A NASA Engineer Wants to Use a Particle Accelerator to Power Rockets

Photo credit: View Pictures - Getty Images
Photo credit: View Pictures - Getty Images

From Popular Mechanics

  • A NASA engineer has proposed designs for an in-space rocket engine that is propelled by a massive particle accelerator instead of fuel.

  • The engineer, David Burns believes the technology—while far-fetched in its current state—could potentially power future large spacecraft.

  • The designs were posted to NASA’s Technical Reports server earlier this summer.


Imagine a world where we didn’t need fuel to propel rockets through space. Fuel is expensive, it's dangerous and it needs to be refilled. In other words, it's kind of a drag.

Engineer David Burns of NASA’s Marshall Space Flight Center in Huntsville, Alabama, has proposed a creative alternative: a massive, helix-shaped engine powered by a particle accelerator. Burns calls the device a “helical engine.” He proposed the idea in a series of slides published to the agency’s Technical Reports server.

“This in-space engine could be used for long-term satellite station-keeping without refueling,” Burns says in his proposal. “It could also propel spacecraft across interstellar distances, reaching close to the speed of light.”

Go on...

The design, in essence, builds upon a simple experiment used to show Newton’s third law of motion: every action has an equal and opposite reaction. A weight that moves along a straight rod will only cause the box it is in to move back and forth along a frictionless surface.
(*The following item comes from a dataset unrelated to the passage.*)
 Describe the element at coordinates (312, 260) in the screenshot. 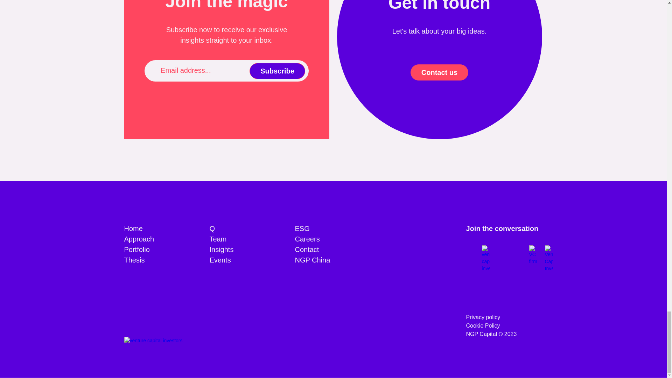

There’s no forward acceleration.

Instead, Burns proposes pushing a particle accelerator (instead of a weight) back and forth along a helix, with the mass increasing as it moves in the forward direction and decreasing as it bounces backward. This way, when the rotating ion ring hits the front of the compartment, it produces a forward acceleration. He believes that if the helical engine were given enough time and power, it could reach potentially relativistic speeds with the help of the particle accelerator.

Photo credit: David Burns/NASA
Photo credit: David Burns/NASA

At the moment, his designs seem pretty far out. After all, this is his pet project, not NASA’s, and he knows that some will be skeptical of the idea. “I’m comfortable with throwing it out there,” Burns told New Scientist. “If someone says it doesn’t work, I’ll be the first to say, it was worth a shot.”

First, the design would only be able to work up enough momentum in space, a completely frictionless environment. Were it on Earth, it would require a ton of power—about 125 megawatts, or enough energy to power a small city—to achieve just one newton of energy, the same amount of force it takes to type on a keyboard, according to New Scientist.

Second, it would need to be huge. Burns tells New Scientist that to create actual momentum, it would have to be approximately 650 feet long and 40 feet in diameter. For reference, the International Space Station is almost 330 feet long (but it could fit in a 984-foot-long Rebel Alliance EF76 Nebulon-B escort frigate.)

As Burns suggests in the proposal, this would make it a good option for powering large spacecraft.

There are a number of issues that make his designs difficult to employ—it’s ridiculously inefficient and would likely violate the laws of the conservation of momentum—but that’s not going to stop us from dreaming.